Abstract:Cancer diagnosis, prognosis, and therapeutic response prediction are heavily influenced by the relationship between the histopathological structures and the function of the tissue. Recent approaches acknowledging the structure-function relationship, have linked the structural and spatial patterns of cell organization in tissue via cell-graphs to tumor grades. Though cell organization is imperative, it is insufficient to entirely represent the histopathological structure. We propose a novel hierarchical cell-to-tissue-graph (HACT) representation to improve the structural depiction of the tissue. It consists of a low-level cell-graph, capturing cell morphology and interactions, a high-level tissue-graph, capturing morphology and spatial distribution of tissue parts, and cells-to-tissue hierarchies, encoding the relative spatial distribution of the cells with respect to the tissue distribution. Further, a hierarchical graph neural network (HACT-Net) is proposed to efficiently map the HACT representations to histopathological breast cancer subtypes. We assess the methodology on a large set of annotated tissue regions of interest from H\&E stained breast carcinoma whole-slides.
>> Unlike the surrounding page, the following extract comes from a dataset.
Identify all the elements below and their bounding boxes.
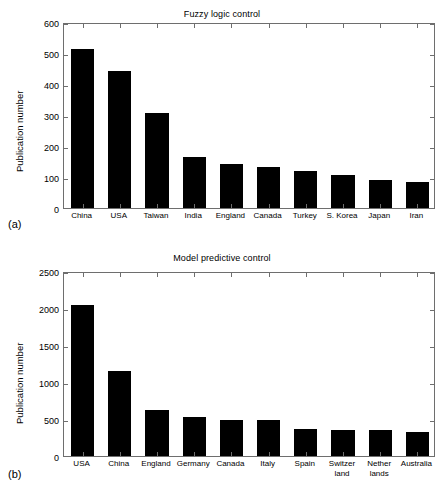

Upon evaluation, the proposed method outperformed recent convolutional neural network and graph neural network approaches for breast cancer multi-class subtyping. The proposed entity-based topological analysis is more inline with the pathological diagnostic procedure of the tissue. It provides more command over the tissue modelling, therefore encourages the further inclusion of pathological priors into task-specific tissue representation.